The overall scene triggered how a certain orientation of space, a social imagination of the self, and the societal expectation of the body rests together in our corporeality and it gets released in the material world...

Thursday, January 01, 2026

New Year - Art in the age of Precarity






























Inspired from the wall text installation of Shilpi Rajan's show curated by Aazhi Archives at the Uru Art Harbour in Mattancherry, Fort Kochi, this graphic was developed to suggest foraying our entry into a new year of precarity. 

As Dhruv tried to install the vinyl text onto the freshly dried white painted wall of the recently acquired space of Uru Art Harbour, the surface and the text behaved rather unruly producing an even geography of pasts and presents. Sitting uncomfortably, each layer seemed equally precarious, struggling to exist and yet not. 


The next morning, Dhruv and his team came up with a unique way to repair the introduction wall text. The older letters were removed, the wall was repainted, the vinyl text was reprinted. Yet, the problem persisted.
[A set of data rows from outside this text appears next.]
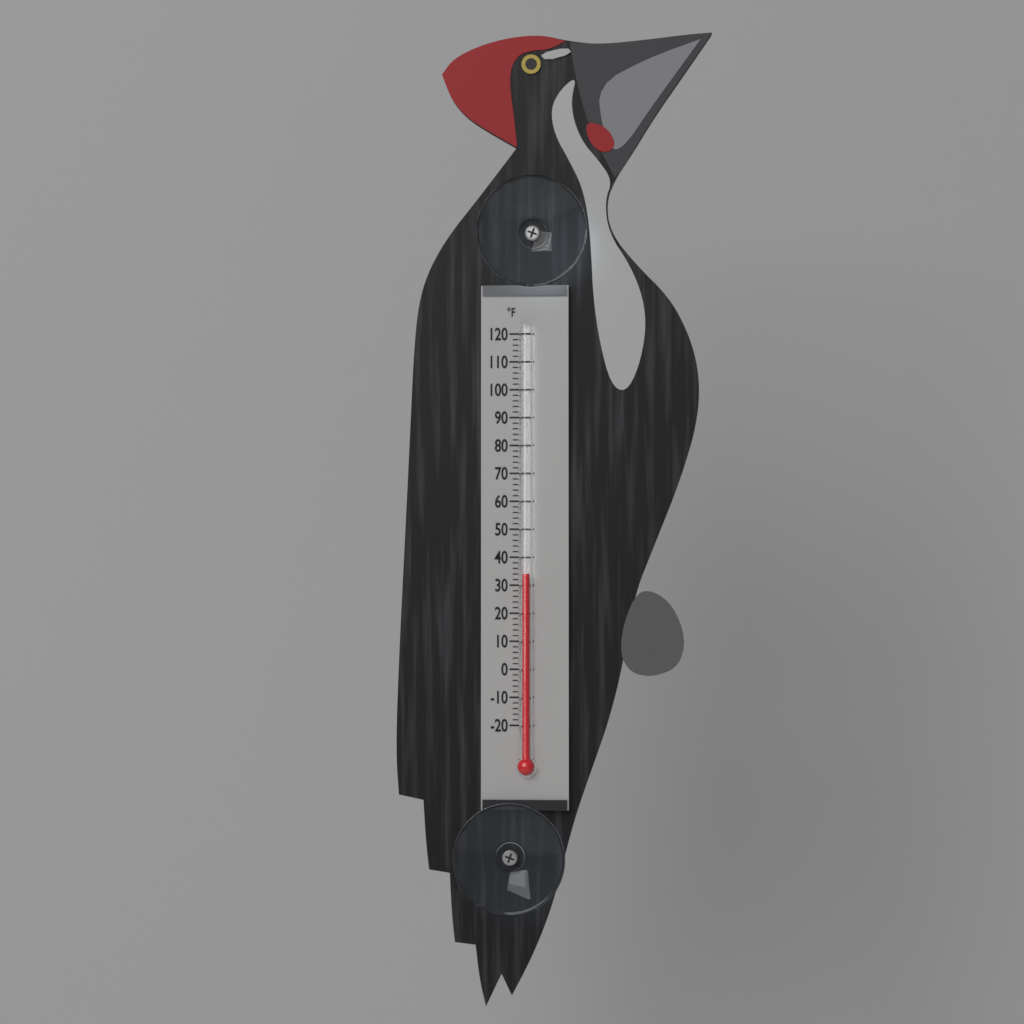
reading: 34 °F
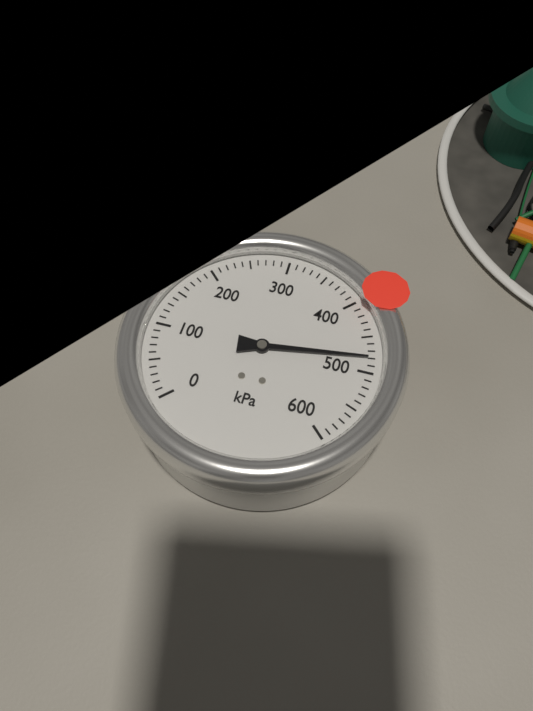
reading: 480 kPa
This time, they printed out missing parts of the text on white paper and patched it up onto the wall with glue. The recalcitrant moisture in the walls, the peeling paint and the rough surface - all struggled to support each other. Could this be what we might understand as the essential difficulty of co-existence?

The resultant aesthetic, probably resonant with Shilpi's own trajectory, played a persistent poetry of fracture. Simultaneously suggesting a fracture of language, art and the world, this emergent expression of the wall text framed a metaphorical prelude to the show, that itself was placed in a broader thematic of art in the age of precarity.
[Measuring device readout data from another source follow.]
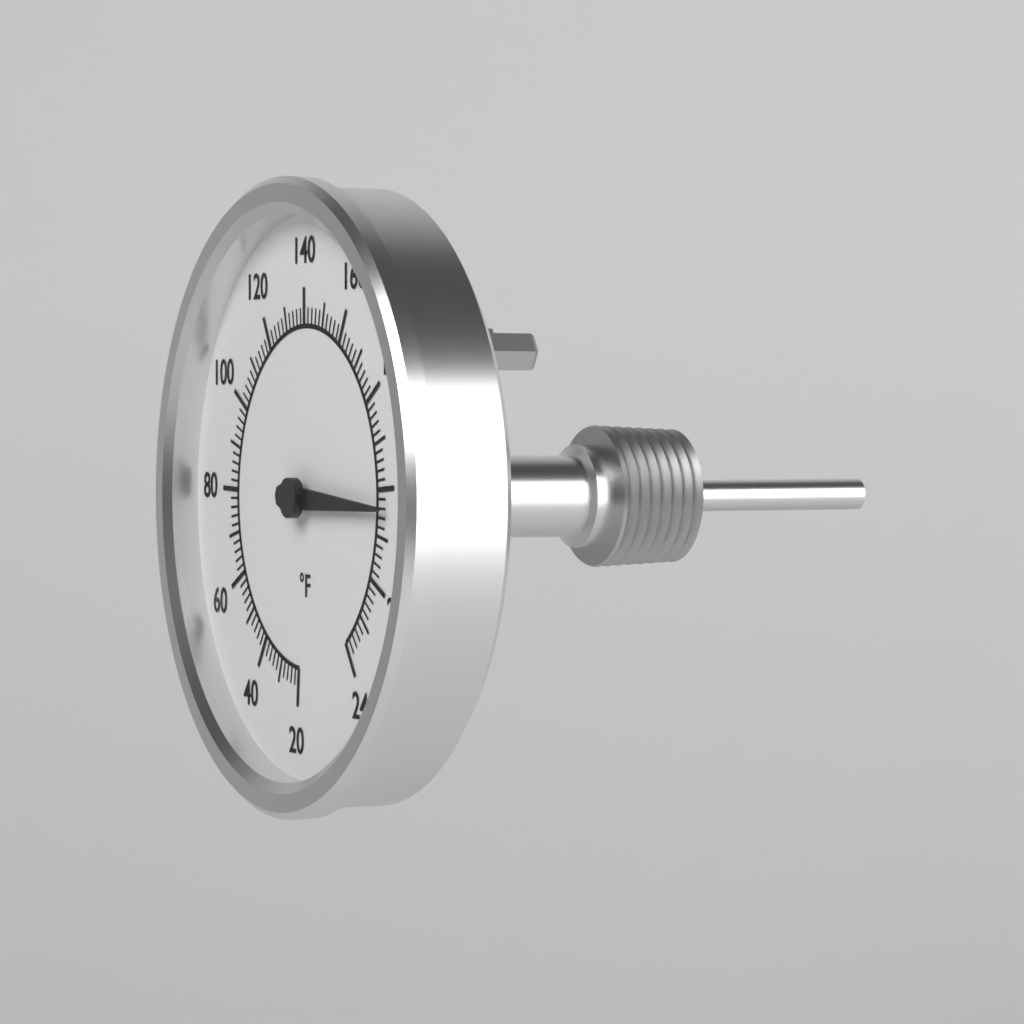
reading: 204 °F
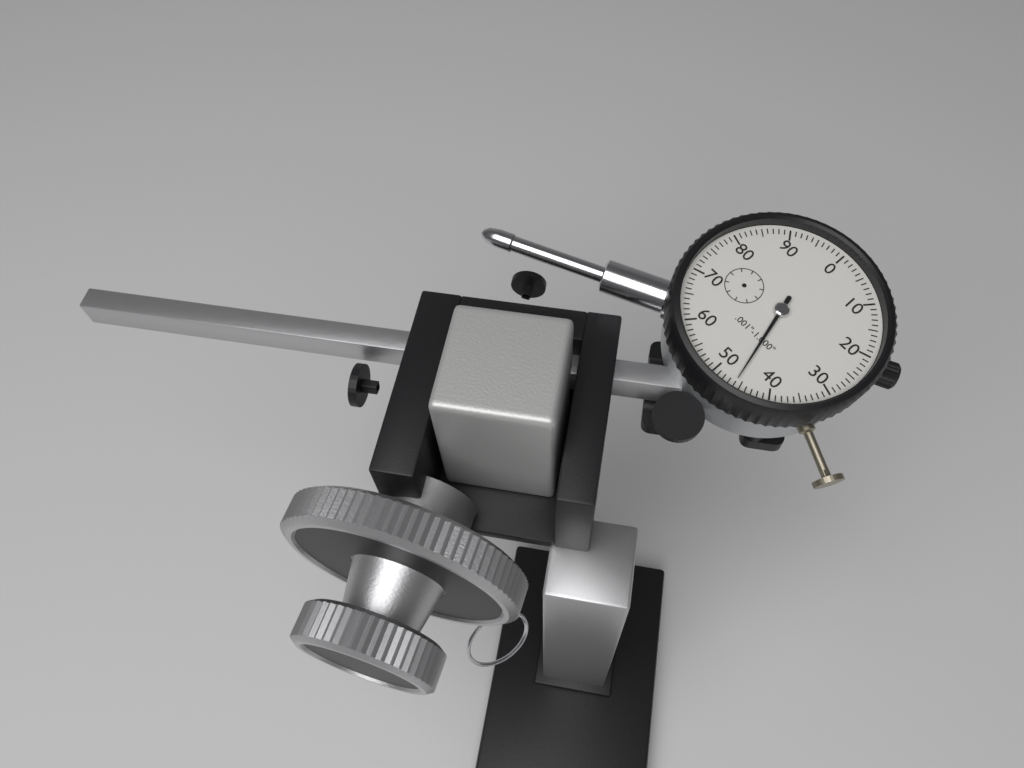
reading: 0.046 in
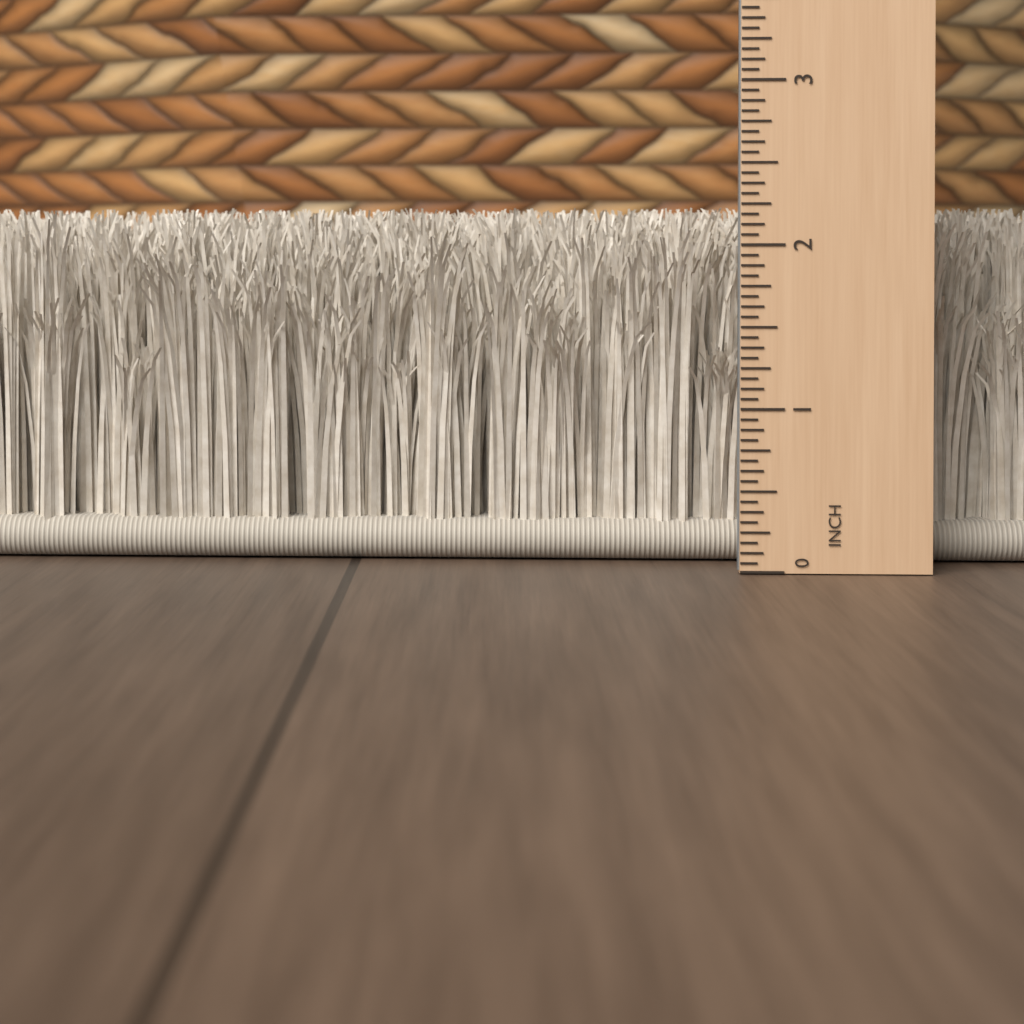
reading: 2.2500 in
With appendages, supplements, affixtures, work still goes on. Yet, this is not to valorize precarity of infrastructure or delay as design. This is to highlight how fugitive feelings of materials can produce fractures that cannot be mended easily, and perhaps there are longer histories that need to be addressed while curating for art in the age of precarity.


Look at the images of Shilpi Rajan's show here.